Mormon 5:24 Textual Variants

Royal Skousen
therefore repent ye and humble yourself before him lest he shall come out in justice against you lest a remnant of the seed of Jacob shall go forth among you as a lion and tear you in pieces and there is none to deliver

Heather Hardy (personal communication, 12 November 2007) suggests that the word justice here could be an error for judgment, especially given the two instances elsewhere in the text of “to come out in judgment against someone” (but no others of “to come out in justice against someone”):

It should be noted that both these passages, along with Mormon 5:24, refer to God’s judgment or justice in a negative context.

If justice is an error for judgment here in Mormon 5:24, it must have occurred during the dictation of the text, either as a misreading by Joseph Smith or as a mishearing by Oliver Cowdery (the presumed scribe in 𝓞 for this part of the text). Since both 𝓟 and the 1830 edition are firsthand copies of 𝓞 for this passage and they both read justice, 𝓞 itself undoubtedly read as justice. There is scribal evidence for miswriting justice in place of judgment, namely, once when

Oliver Cowdery was copying the text from 𝓞 into 𝓟:

Despite this evidence from scribal practice and usage elsewhere in the text, there is clear evidence that the Book of Mormon sometimes associates the word justice with judgment. In one passage, the association is with the more specific righteous judgment and is found in a parallel structure:

And in two cases, the single words justice and judgment are closely associated. One case is in a quote from the King James Bible where both words are used in a positive context:

The other case is found in a negative context:

There is also plenty of support for the semantic relatedness of justice and judgment in the Old Testament, as in the following examples that refer to the people, kings, and the Lord as exercising justice and judgment, sometimes in parallel constructions:

Don Brugger (personal communication) provides the following citation from , which gives the title for an anonymously written book published in London in 1649:

Thus the expression “to come out in justice against someone” is possible and will therefore be maintained in Mormon 5:24. To be sure, justice could be an error for judgment in this passage, but it is also possible that it is correct.

Summary: Retain the word justice in Mormon 5:24; usage elsewhere in the Book of Mormon and the King James Old Testament argues that justice and judgment are closely associated semantically.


- [WHAT THE TASK REQUIRES] Please give the number of lines that hold the string "chart" in the listing, without any other words.

- [DATA EXTRACTS]
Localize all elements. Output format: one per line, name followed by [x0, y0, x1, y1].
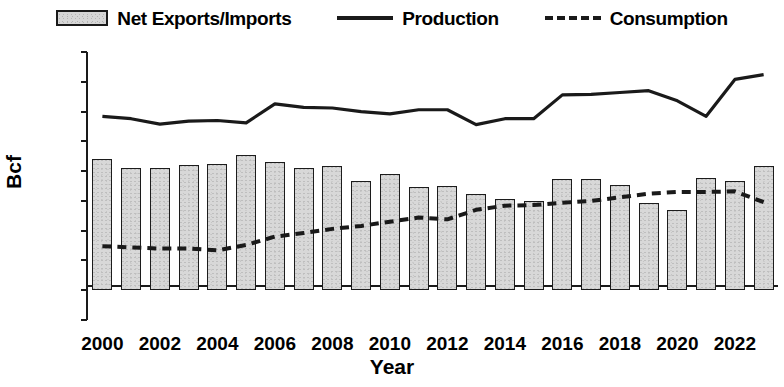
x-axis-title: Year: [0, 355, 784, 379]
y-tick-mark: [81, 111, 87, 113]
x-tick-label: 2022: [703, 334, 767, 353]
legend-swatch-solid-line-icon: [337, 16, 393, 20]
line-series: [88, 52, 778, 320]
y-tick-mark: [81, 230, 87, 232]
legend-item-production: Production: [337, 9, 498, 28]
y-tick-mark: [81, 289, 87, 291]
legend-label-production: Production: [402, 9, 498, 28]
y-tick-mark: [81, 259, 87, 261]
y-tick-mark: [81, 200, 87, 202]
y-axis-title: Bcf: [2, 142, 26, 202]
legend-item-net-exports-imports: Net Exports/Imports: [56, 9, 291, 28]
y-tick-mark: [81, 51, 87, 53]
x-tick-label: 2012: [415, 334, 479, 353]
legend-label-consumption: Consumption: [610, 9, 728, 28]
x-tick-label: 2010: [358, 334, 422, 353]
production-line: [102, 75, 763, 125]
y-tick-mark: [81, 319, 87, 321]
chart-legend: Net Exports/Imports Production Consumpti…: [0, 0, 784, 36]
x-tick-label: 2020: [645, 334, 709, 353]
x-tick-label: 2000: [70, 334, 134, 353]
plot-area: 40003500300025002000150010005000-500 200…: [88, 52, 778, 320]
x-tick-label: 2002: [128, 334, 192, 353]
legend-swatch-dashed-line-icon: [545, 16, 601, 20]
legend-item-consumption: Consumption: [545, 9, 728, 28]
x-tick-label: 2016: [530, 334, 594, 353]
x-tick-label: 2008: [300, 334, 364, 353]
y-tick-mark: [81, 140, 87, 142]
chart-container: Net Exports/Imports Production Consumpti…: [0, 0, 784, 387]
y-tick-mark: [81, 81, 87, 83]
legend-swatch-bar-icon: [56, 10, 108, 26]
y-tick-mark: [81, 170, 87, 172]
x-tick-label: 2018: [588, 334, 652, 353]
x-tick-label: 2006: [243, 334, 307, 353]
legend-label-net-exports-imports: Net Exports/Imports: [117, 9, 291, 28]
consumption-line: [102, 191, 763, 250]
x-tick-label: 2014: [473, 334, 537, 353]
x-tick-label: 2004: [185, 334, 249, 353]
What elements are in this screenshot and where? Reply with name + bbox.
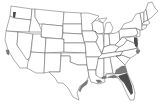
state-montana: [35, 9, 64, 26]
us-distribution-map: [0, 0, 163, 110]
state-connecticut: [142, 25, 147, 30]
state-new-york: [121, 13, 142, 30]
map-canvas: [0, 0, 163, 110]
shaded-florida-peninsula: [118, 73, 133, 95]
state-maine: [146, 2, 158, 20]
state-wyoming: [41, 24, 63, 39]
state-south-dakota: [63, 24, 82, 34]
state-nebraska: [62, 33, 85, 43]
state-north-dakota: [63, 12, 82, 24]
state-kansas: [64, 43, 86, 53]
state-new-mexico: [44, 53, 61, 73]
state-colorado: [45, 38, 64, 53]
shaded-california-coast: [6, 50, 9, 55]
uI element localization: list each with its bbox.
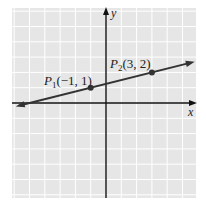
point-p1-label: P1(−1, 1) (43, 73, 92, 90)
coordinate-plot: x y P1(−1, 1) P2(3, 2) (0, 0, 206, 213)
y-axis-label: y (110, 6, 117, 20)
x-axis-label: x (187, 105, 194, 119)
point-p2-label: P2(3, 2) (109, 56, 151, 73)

- [PROBLEM SOLUTION] 2